0
votes

This tcl question is a bit special. I have text in braces which contain command executions in square brackets:

proc doit {txt} {
    return $txt
}

set txt {
    
    hallo [doit world]
    
}

puts [subst -novariables -nobackslashes $txt]

The output is hallo world which is what I want.

However, sometimes my editor formats the text such that the command execution is split over multiple lines:

set txt {
    
    hallo [doit
    world]
    
}

which leads to an error message wrong # args: should be "doit txt".

Is there an elegant way to avoid this problem? Introducing a backslash line extension doesn't work since my editor may put this in the wrong position after reformatting the text. And I want to keep the line breaks unchanged (otherwise I could just remove all line breaks from the txt before using subst). Parsing the text and removing line breaks from the command execution seems to be a bit complex.

Thanks for your help!

1
What's your editor? If it's vim, use :set textwidth=0 or :set tw=0 - glenn jackman
@glenn jackman: I'm using Gnu Emacs in the Tcl mode. Formatting of paragraphs (inside the braces) is done with ALT-Q. This breaks the paragraph at arbitrary spaces, tabs, or newlines. - Ralf
I've never had emacs mangle tcl like that... - Shawn
@Shawn: The rest of the Tcl formatting seems ok, maybe its a bit too special for emacs. The lines are of course longer than in my example. Would you expect emacs to avoid splitting the command execution? - Ralf
Well... yes? I don't recall it ever doing that for my code. - Shawn

1 Answers

2
votes

One trick is to wrap your script text to become subjected to subst by curly braces and have the Tcl parser unwrap it before command substitution using the {*} expand operator:

set txt {
    
    hallo [{*}{doit
       
         world}]
    
}

This will be robust against reformatting. However, I would rather teach your editor to behave gently.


Task to complete: Each record should be set down again so that it matches the original exactly.

Exercise material:
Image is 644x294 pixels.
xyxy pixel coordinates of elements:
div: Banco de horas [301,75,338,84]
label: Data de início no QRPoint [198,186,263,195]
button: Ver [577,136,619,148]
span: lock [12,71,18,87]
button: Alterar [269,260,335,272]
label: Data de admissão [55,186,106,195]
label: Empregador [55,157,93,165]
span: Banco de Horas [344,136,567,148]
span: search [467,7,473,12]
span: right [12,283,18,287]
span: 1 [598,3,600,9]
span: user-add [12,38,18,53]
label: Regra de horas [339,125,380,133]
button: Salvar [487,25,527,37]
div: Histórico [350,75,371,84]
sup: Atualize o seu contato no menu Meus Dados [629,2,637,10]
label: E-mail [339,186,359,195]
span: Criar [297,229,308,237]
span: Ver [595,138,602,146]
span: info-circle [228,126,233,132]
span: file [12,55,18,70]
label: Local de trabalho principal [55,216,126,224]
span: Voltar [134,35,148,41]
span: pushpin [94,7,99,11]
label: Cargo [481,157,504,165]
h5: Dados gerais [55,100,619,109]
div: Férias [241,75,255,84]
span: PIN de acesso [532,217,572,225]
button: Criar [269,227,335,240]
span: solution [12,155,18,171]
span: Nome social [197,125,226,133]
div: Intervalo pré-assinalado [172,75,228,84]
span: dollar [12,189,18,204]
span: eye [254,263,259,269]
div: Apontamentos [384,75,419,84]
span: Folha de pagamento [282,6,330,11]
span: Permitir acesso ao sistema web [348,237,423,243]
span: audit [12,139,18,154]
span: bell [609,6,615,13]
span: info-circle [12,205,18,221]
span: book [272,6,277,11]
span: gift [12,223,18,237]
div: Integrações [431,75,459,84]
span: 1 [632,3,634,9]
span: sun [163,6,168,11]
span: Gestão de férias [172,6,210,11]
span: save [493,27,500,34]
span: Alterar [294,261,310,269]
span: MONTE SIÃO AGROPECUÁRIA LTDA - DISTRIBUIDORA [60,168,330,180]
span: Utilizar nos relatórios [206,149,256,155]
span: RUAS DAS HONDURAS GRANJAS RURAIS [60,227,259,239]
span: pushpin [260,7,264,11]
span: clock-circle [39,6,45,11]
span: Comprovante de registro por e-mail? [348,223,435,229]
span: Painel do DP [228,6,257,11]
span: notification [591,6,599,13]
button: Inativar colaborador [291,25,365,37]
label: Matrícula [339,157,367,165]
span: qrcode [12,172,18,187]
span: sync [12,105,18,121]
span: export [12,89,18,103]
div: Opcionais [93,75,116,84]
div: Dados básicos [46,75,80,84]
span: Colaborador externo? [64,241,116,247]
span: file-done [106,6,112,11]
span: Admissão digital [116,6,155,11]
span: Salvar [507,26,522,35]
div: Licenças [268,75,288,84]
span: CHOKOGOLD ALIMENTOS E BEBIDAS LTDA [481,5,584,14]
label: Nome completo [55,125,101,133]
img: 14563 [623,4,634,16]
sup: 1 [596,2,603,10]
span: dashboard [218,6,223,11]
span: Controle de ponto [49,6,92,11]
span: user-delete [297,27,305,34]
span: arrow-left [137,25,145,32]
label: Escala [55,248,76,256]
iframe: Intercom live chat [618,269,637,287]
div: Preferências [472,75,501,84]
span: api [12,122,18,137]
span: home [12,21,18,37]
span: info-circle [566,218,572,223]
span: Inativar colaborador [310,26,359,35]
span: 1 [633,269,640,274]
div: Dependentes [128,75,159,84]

Exercise answer:
Image is 644x294 pixels.
xyxy pixel coordinates of elements:
div: Banco de horas [301,75,338,84]
label: Data de início no QRPoint [198,186,263,195]
button: Ver [577,136,619,148]
span: lock [12,71,18,87]
button: Alterar [269,260,335,272]
label: Data de admissão [55,186,106,195]
label: Empregador [55,157,93,165]
span: Banco de Horas [344,136,567,148]
span: search [467,7,473,12]
span: right [12,283,18,287]
span: 1 [598,3,600,9]
span: user-add [12,38,18,53]
label: Regra de horas [339,125,380,133]
button: Salvar [487,25,527,37]
div: Histórico [350,75,371,84]
sup: Atualize o seu contato no menu Meus Dados [629,2,637,10]
label: E-mail [339,186,359,195]
span: Criar [297,229,308,237]
span: Ver [595,138,602,146]
span: info-circle [228,126,233,132]
span: file [12,55,18,70]
label: Local de trabalho principal [55,216,126,224]
span: Voltar [134,35,148,41]
span: pushpin [94,7,99,11]
label: Cargo [481,157,504,165]
h5: Dados gerais [55,100,619,109]
div: Férias [241,75,255,84]
span: PIN de acesso [532,217,572,225]
button: Criar [269,227,335,240]
span: solution [12,155,18,171]
span: Nome social [197,125,226,133]
div: Intervalo pré-assinalado [172,75,228,84]
span: dollar [12,189,18,204]
span: eye [254,263,259,269]
div: Apontamentos [384,75,419,84]
span: Folha de pagamento [282,6,330,11]
span: Permitir acesso ao sistema web [348,237,423,243]
span: audit [12,139,18,154]
span: bell [609,6,615,13]
span: info-circle [12,205,18,221]
span: book [272,6,277,11]
span: gift [12,223,18,237]
div: Integrações [431,75,459,84]
span: 1 [632,3,634,9]
span: sun [163,6,168,11]
span: Gestão de férias [172,6,210,11]
span: save [493,27,500,34]
span: Alterar [294,261,310,269]
span: MONTE SIÃO AGROPECUÁRIA LTDA - DISTRIBUIDORA [60,168,330,180]
span: Utilizar nos relatórios [206,149,256,155]
span: RUAS DAS HONDURAS GRANJAS RURAIS [60,227,259,239]
span: pushpin [260,7,264,11]
span: clock-circle [39,6,45,11]
span: Comprovante de registro por e-mail? [348,223,435,229]
span: Painel do DP [228,6,257,11]
span: notification [591,6,599,13]
button: Inativar colaborador [291,25,365,37]
label: Matrícula [339,157,367,165]
span: qrcode [12,172,18,187]
span: sync [12,105,18,121]
span: export [12,89,18,103]
div: Opcionais [93,75,116,84]
div: Dados básicos [46,75,80,84]
span: Colaborador externo? [64,241,116,247]
span: file-done [106,6,112,11]
span: Admissão digital [116,6,155,11]
span: Salvar [507,26,522,35]
div: Licenças [268,75,288,84]
span: CHOKOGOLD ALIMENTOS E BEBIDAS LTDA [481,5,584,14]
label: Nome completo [55,125,101,133]
img: 14563 [623,4,634,16]
sup: 1 [596,2,603,10]
span: dashboard [218,6,223,11]
span: Controle de ponto [49,6,92,11]
span: user-delete [297,27,305,34]
span: arrow-left [137,25,145,32]
label: Escala [55,248,76,256]
iframe: Intercom live chat [618,269,637,287]
div: Preferências [472,75,501,84]
span: api [12,122,18,137]
span: home [12,21,18,37]
span: info-circle [566,218,572,223]
span: Inativar colaborador [310,26,359,35]
span: 1 [633,269,640,274]
div: Dependentes [128,75,159,84]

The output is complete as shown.